We’re delighted to be able to present an exclusive stream of Matthew Dear‘s new album, Black City, in its entirety.

According to a press release, this particular Black City “can’t be found on any map. It’s a composite, an imaginary metropolis peopled by desperate cases, lovelorn souls, and amoral motives.” Really? Sounds like they’re describing Doncaster.

Black City is the follow-up to Dear’s masterful 2007 set Asa Breed, one of FACT’s albums of that year and an instant avant-pop classic that – unlike so many similarly vaunted records – has actually stood the test of time. While the album which preceded it, Leave Luck To Heaven, was a charming and highly creditable affair, spawning the immortal ‘Dog Days’ single, Asa Breed was undeniably next-level – the sound of an artist maturing and really finding his voice.

Of course Dear’s solo albums under his own name are but one facet of his illustrious career in music. Minimal fans will know him for his Jabberjaw and False releases on labels including M-nus and Perlon, while his Audion project – which gave rise to all-time dancefloor killer ‘Mouth To Mouth’  – is an outlet for his more full-bodied, exuberant techno machinations. A superlative DJ, he’s compiled mixes for both Fabric and Get Physical’s esteemed series, and lent his remixing skills to the likes of The xx, Hot Chip and Charlotte Gainsbourg; last but by no means least, he co-founded the Ghostly International and Spectral Sound imprints via which he releases arguably his most vital work.

And so to Black City: Dear’s most coherent and compelling album to date. It feels like every inch the sequel to Asa Breed, but that album’s romantic wonder and bleary-eyed self-inspection has given way to an altogether more worldly, knowing and even paranoid sensibility. Doubtless Dear’s relocation New York has begun to leave its mark on his art.

Though there’s a palpable darkness to Black City (the name’s a bit of a giveaway there), Dear displays a typical lightness of touch throughout – gothic, jazz-tinged opener ‘Honey’ sounds like a more limbre, luminous Tuxedomoon; ‘I Can’t Feel’ and ‘You Put A Smell On Me’ offset harsh industrial elements with a kind wriggly funk derived from Talking Heads, Arto Lindsay et al. Sublime pop moments abound – twilight electro cut  ‘Slowdance’ and the beatless ballad ‘Gem’ are particuarly ravishing – but what’s truly remarkable about Black City is its uncompromising weirdness and its depth. This is the sound of an artist resolutely not resting on his laurels, endeavouring to create something that will surprise and challenge not just his audience, but also himself. In an era where the genuinely adventurous and self-possessed pop artist feels like an endangered species, if not outright extinct, Matthew Dear and his Black City ought to be held up and cherished.

Black City is due out on August 16 As well as the usual formats, it will also be released in a limited edition Totem design made by an award winning design firm Boym, who won the Cooper Hewitt Design Museum’s National Design Award in 2009.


Reproduce exactly the line containing "Output a JSON" and every line after it, through the last line of the records below; add nothing.

**EXERCISE DATA**

────

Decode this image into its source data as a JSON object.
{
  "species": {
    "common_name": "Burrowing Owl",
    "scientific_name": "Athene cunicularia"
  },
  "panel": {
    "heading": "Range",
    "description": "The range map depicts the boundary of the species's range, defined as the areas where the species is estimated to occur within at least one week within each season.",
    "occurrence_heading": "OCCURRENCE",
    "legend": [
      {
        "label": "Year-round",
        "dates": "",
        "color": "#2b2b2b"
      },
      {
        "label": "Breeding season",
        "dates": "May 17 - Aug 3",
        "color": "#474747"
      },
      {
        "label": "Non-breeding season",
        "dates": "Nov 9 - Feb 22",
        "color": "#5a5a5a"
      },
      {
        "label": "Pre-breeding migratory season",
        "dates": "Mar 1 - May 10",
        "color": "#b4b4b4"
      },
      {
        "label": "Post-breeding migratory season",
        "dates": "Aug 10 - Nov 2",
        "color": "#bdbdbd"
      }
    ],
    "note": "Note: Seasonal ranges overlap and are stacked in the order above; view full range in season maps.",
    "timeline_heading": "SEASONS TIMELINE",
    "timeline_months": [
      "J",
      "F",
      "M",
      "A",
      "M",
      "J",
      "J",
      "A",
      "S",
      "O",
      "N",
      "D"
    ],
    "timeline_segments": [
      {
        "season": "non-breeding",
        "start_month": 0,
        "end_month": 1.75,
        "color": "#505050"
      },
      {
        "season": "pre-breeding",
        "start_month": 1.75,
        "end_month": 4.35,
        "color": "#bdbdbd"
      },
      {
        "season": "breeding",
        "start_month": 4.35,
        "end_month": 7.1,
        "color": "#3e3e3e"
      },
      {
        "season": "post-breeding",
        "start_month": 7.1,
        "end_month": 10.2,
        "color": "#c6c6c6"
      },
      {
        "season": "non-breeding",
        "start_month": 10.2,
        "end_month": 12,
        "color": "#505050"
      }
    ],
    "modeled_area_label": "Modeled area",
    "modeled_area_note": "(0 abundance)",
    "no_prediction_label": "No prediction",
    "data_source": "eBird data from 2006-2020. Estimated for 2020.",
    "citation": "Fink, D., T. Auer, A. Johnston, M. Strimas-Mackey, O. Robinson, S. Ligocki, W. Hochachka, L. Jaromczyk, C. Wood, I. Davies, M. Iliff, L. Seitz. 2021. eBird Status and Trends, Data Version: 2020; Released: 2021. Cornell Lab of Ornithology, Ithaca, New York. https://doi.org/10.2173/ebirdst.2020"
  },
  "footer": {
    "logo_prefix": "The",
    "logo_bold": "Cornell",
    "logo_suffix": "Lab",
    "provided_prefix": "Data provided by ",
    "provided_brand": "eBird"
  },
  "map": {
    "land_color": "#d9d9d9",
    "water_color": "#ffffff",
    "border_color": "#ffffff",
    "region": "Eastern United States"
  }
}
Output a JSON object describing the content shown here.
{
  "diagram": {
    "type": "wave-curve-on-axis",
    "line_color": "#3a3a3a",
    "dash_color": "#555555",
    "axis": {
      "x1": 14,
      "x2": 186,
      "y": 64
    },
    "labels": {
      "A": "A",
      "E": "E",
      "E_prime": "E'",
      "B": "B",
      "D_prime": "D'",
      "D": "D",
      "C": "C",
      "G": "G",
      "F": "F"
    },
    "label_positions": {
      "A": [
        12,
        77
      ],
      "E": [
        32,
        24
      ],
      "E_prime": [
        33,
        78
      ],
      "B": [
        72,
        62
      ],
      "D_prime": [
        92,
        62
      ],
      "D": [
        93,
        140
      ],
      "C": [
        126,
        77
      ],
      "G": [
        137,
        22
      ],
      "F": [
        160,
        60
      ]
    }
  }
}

────

**FINISHED TASK**
Output a JSON object describing the content shown here.
{
  "diagram": {
    "type": "wave-curve-on-axis",
    "line_color": "#3a3a3a",
    "dash_color": "#555555",
    "axis": {
      "x1": 14,
      "x2": 186,
      "y": 64
    },
    "labels": {
      "A": "A",
      "E": "E",
      "E_prime": "E'",
      "B": "B",
      "D_prime": "D'",
      "D": "D",
      "C": "C",
      "G": "G",
      "F": "F"
    },
    "label_positions": {
      "A": [
        12,
        77
      ],
      "E": [
        32,
        24
      ],
      "E_prime": [
        33,
        78
      ],
      "B": [
        72,
        62
      ],
      "D_prime": [
        92,
        62
      ],
      "D": [
        93,
        140
      ],
      "C": [
        126,
        77
      ],
      "G": [
        137,
        22
      ],
      "F": [
        160,
        60
      ]
    }
  }
}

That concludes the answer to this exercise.